Jerome Schneider, a managing director at mutual fund company PIMCO, suggests that the solution is to switch to funds that provide more active approaches toward capital preservation. He writes in a recent article: “Ahead of the Fed’s rate actions and also the implementation of the Securities and Exchange Commission money market fund reform in 2016, we believe now is the time for investors to consider looking beyond money market funds toward active approaches for capital preservation. Alternatives, including low volatility short-term and low duration strategies, seek to preserve purchasing power, as well as capital, in an environment of increasing inflation pressures by investing in assets that may offer more yield and the potential for higher total returns in exchange for a minimal increase in risk.”
I agree with Schneider, but with the caveat that in investing there is no free lunch. With regard to fixed income investments, the only way you can reduce interest rate risk while maintaining real (i.e. above inflation) growth is by taking on higher levels of other types of risk such as credit, currency, and/or liquidity risk. In other words, you can only generate more income by investing in funds holding bonds (1) from companies with poorer credit, (2) in countries whose currencies are expected to strengthen against the U.S. dollar, or (3) that may lock up your cash for some period of time. Of course, the higher the return, the greater the chance that the fund fails to achieve the expected return, not to mention the risk that it could lose value. And that relationship is not necessarily linear. During times when bonds yields are low, stretching for a little bit more yield can come with a pretty high downside consequence, notwithstanding the fact that bond funds are historically much less volatile than stocks.
This isn’t to suggest that there’s nothing active bond managers can do to squeeze out additional income with, as Schneider puts it, “a minimal increase in risk.” In certain types of environments (such as when yield curves are steep) a good active bond fund manager can take specific actions such as rolling down the curve to generate additional returns without adding hardly any commensurate risk.

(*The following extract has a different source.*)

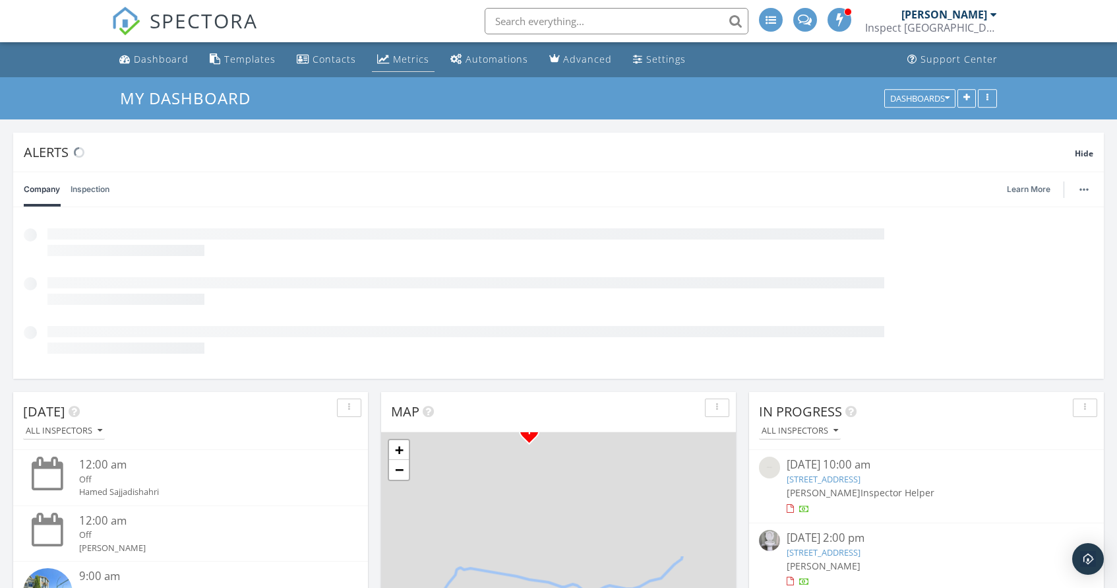  What do you see at coordinates (898, 492) in the screenshot?
I see `span: Inspector Helper` at bounding box center [898, 492].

That alone bolsters his claim that actively-managed bond funds can provide better purchasing power support than index funds. But there’s only so much additional income a fund manager can generate, and those that utilize derivatives, credit default swaps, and other alternatives to leverage returns may be taking a lot more capital preservation risk than is warranted for money that might be needed in the short term.
Finding the right balance between the competing goals of purchasing power support and capital preservation is very challenging in the current era of extremely low interest rates. I would argue that on the fixed income side of your portfolio the latter goal is the more important of the two. It’s therefore very important to determine how much risk an active manager is taking before committing money to his/her fund that you will need for living expenses or other short-term goals.